3. Phenomena that are the result of human action but not of human design: Suppose today you ask a college student to look up a term – say, “Hayekian.” He or she will likely do so by “googling it.” “Google” has become a verb. You might like this fact; you might despise this fact; but a fact it is. It is obviously the result of human action, but it is not the result of human design. No one decided, or planned, that “google” would be a verb.

Few people have difficulty identifying phenomena that are properly classified in either of the first two categories. But the third category is different. People don’t get it easily. Too bad, for it’s a vitally important category.

Senator Byron Dorgan is one person who doesn’t get it. Listen to this clip from National Public Radio’s All Things Considered program of today. You’ll hear the Democrat from North Dakota intone, self-righteously and angrily, of course, that

There’s no free market; that’s all nonsense. What there is is a market that takes an enormous amount of money out of the pockets of American consumers and sticks it in the treasuries of the major oil companies.

But oil prices are no more controlled by oil companies than housing prices are controlled by homeowners. It’s true that as the owner of the house at 123 Elm St., Ms. Jones can sell her house for any price she can fetch for it, and she can refuse to sell it at any price that is offered to her.

So when she learns from her real-estate agent that the going price of similar houses in her neighborhood is around $400,000, and she then lists her house for sale at, say, $405,000, she literally is the person who sets the price at which her house is listed for sale. But does she determine the price of her house?

No.

No one is forced to buy her house; moreover, all potential buyers of her house have other options of houses to buy or to rent.

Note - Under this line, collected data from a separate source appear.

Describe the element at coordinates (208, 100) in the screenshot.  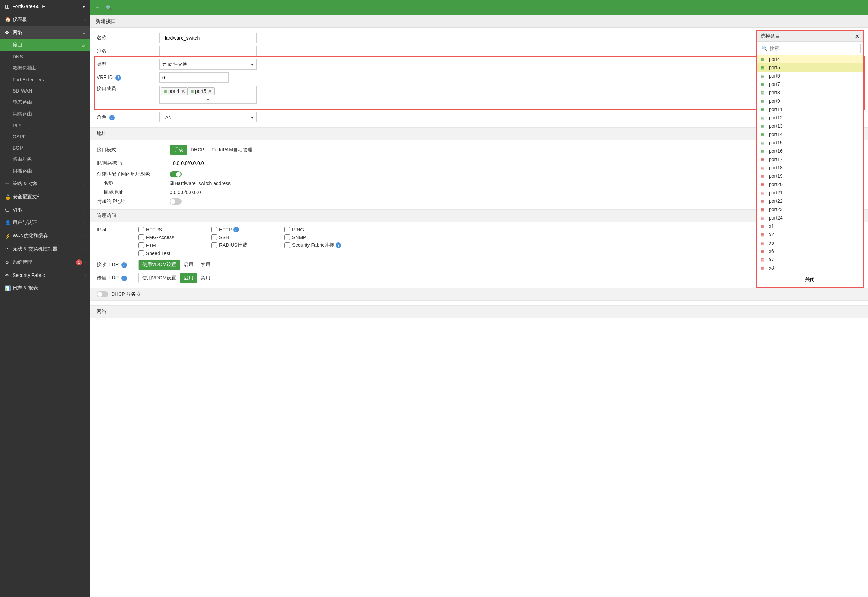
I see `add-member-button: +` at that location.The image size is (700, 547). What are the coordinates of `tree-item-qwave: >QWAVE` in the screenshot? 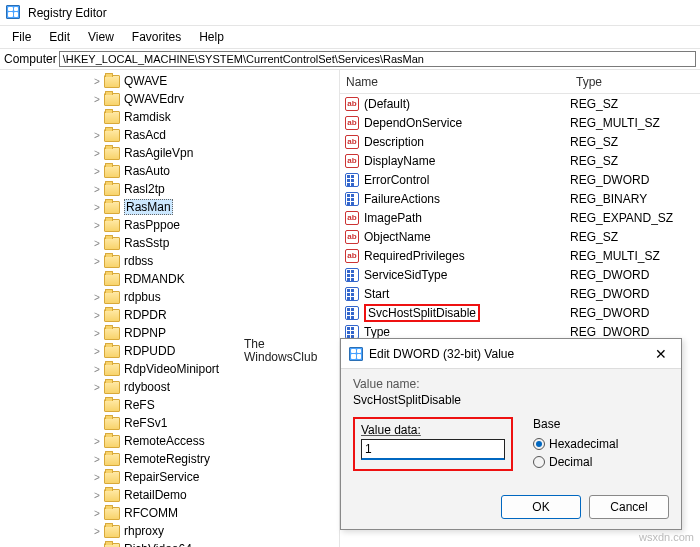 It's located at (170, 81). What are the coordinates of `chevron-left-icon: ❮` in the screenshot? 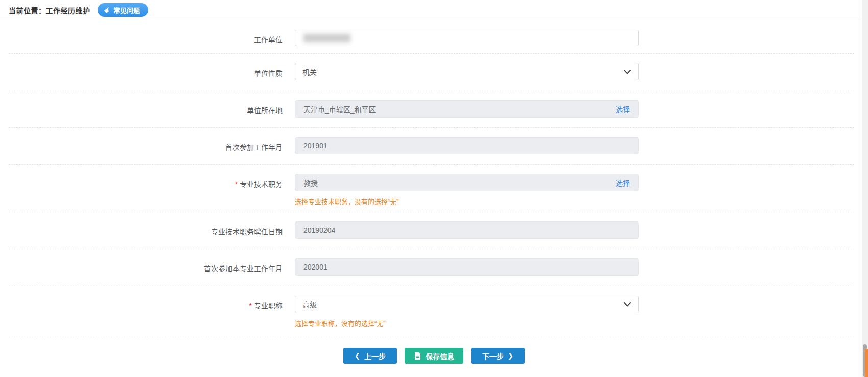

It is no more accurate to say that Jones determines the price of her house than it is to say that the buyer who agrees to pay $405,000 for Jones’s house “determines” the price of the house.

The price is the result of a wide, deep interaction of many buyers and many sellers, each bargaining in light of their own unique knowledge of time, place, and circumstance. (My apologies to Hayek’s ghost for stealing his phrase.) The same is true of oil prices and gasoline prices.

The fact that a professional pontificator whose chief skill is getting elected to government office for the purpose of spending other people’s money says otherwise is paltry evidence against the proposition.